SHARON RANDALL

SHARON RANDALL: Food made with love creates the best memories

A Dutch baby pancake fresh from the oven and ready for breakfast. (Jengod, Creative Commons Attribution-Share Alike 3.0 Unported)
A Dutch baby pancake fresh from the oven and ready for breakfast. (Jengod, Creative Commons Attribution-Share Alike 3.0 Unported)

Editor's note: Sharon Randall is taking the week off; this column first appeared in December 2011.

Did somebody say eat? All I have to do is mention food in a column and I will hear from enough readers to polish off an all-you-can-eat buffet.

They're kind enough to say they like my column, but what they really want is a recipe.

Not that I blame them. I like food, too. Especially if someone else cooks it.

That's what my husband is doing as I write this. Listen. Can you hear him out in the kitchen, humming away, chopping garlic, banging pots, splattering grease ...?

The man loves to cook. But he recently started a project (with the help of his younger son) that he has wanted to do for years, collecting family recipes — his own, his mom's, his sister's, even mine — plus a few handed down from his grandmothers.

More than just recipes, he wants to include photos and stories, the kinds of anecdotes and memories that add meaning and flavor to any family meal.

I, for instance, can provide a recipe for my kids' top vote for "Mom's home cooking": Kraft Macaroni & Cheese. (Buy it and follow directions on the box.)

On special occasions, I'd add hot dogs, applesauce and peas. I am not making that up.

Over time, I've expanded my recipe file, a fact for which my husband is grateful. It has been years since I bought a box of Mac & Cheese. But when I see it on the grocery shelf, I smile.

Apparently, reading all those recipes whetted my husband's appetite for cooking. He announced that he would make Lemon Coriander Chicken for dinner tonight, using a recipe he picked up long ago, living in London.

He started talking about it after lunch, the steps it involved, all the ingredients required.

"Do we have black mustard seeds?" he said, all excited.

I laughed. Wait. He was serious. "Um, we might have pepper," I said.

Minutes later, he left with a list and was gone for two hours, part of which included buying a blender to replace the one I had broken. Never mind how.

He came home with five bags of groceries and a shiny new blender he needed to make the coriander sauce. Unfortunately, it was missing a gasket. The blender, not the sauce.

"No wonder it was on sale," he said, clomping out the door. An hour later he was back with a not-on-sale blender and a notably less enthusiastic spirit.

"Are you sure you want to do this?" I said. "I can make pizza."

"Absolutely," he said, "you go work on your column."

So I did. I'd planned to write about "Dutch babies," a kind of puffed pancake I'd mentioned in a column, prompting some of you (you know who you are) to beg for the recipe.

Here it is: Melt a stick of butter in a cast iron skillet in a 425 degree oven. Mix 5 eggs, 1 cup of milk and 1 cup of flour in an unbroken blender. Pour batter over butter, bake 20 minutes until puffy and golden. Serve with fruit or a squeeze of lemon, and dust with confectioners' sugar.

The recipe is simple. What it means to me is not. I could never in the space of a column begin to tell you about all the times I've made it for family and friends, for my children's sleepovers, all the stories behind it, all the memories it conjures up, how happy it makes me to take it out of the oven and watch it fall, once again, flat.

Any food can fill a stomach. But family food — good, bad or even out of a box, seasoned with stories, fragrant with memories, stirred with a labor of love — can fill the most homesick of hearts.

You'll have to ask my husband how to make Lemon Coriander Chicken.

Write to Sharon Randall at P.O. Box 416, Pacific Grove, Calif. 93950.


Write out exactly the lines below from the one containing "Image resolution: width=1053" to the last, both ends kept, and nothing more; skip all pictures.

Recorded information: Begin

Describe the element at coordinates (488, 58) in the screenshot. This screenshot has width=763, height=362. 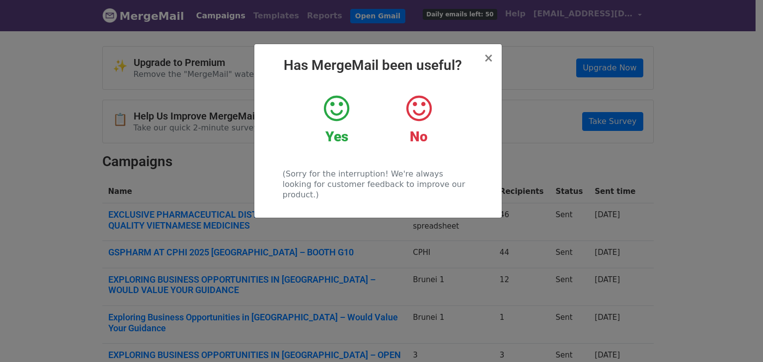
I see `button: Close` at that location.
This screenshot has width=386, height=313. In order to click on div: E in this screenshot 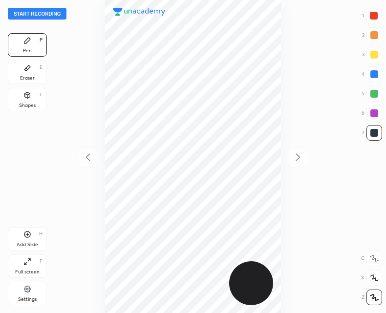, I will do `click(41, 67)`.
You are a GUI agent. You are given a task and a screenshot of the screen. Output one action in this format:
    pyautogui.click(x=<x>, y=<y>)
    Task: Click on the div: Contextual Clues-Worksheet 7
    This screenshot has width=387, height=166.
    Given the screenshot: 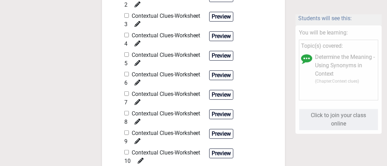 What is the action you would take?
    pyautogui.click(x=164, y=99)
    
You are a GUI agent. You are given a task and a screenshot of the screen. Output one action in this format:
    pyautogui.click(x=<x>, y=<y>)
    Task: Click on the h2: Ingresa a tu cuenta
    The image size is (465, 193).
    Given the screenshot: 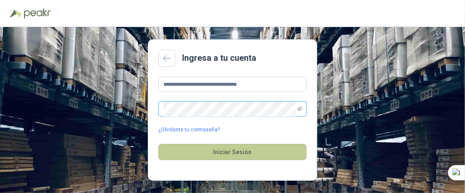 What is the action you would take?
    pyautogui.click(x=219, y=58)
    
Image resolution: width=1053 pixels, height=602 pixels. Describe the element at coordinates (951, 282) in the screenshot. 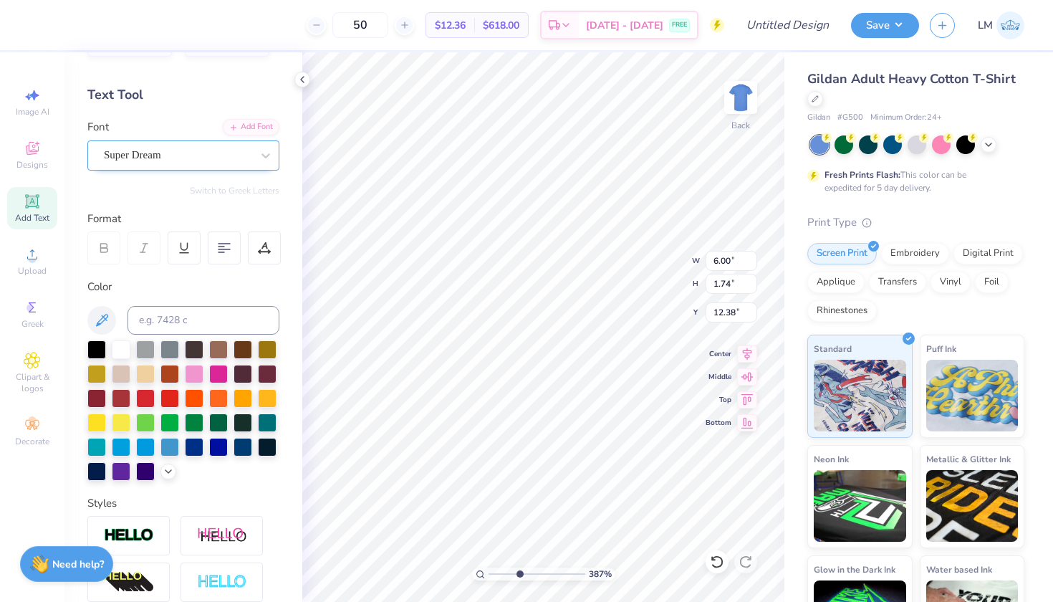

I see `div: Vinyl` at that location.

Recorded information: End

▶ **Response to this exercise**:
Image resolution: width=1053 pixels, height=602 pixels. Describe the element at coordinates (951, 282) in the screenshot. 

I see `div: Vinyl` at that location.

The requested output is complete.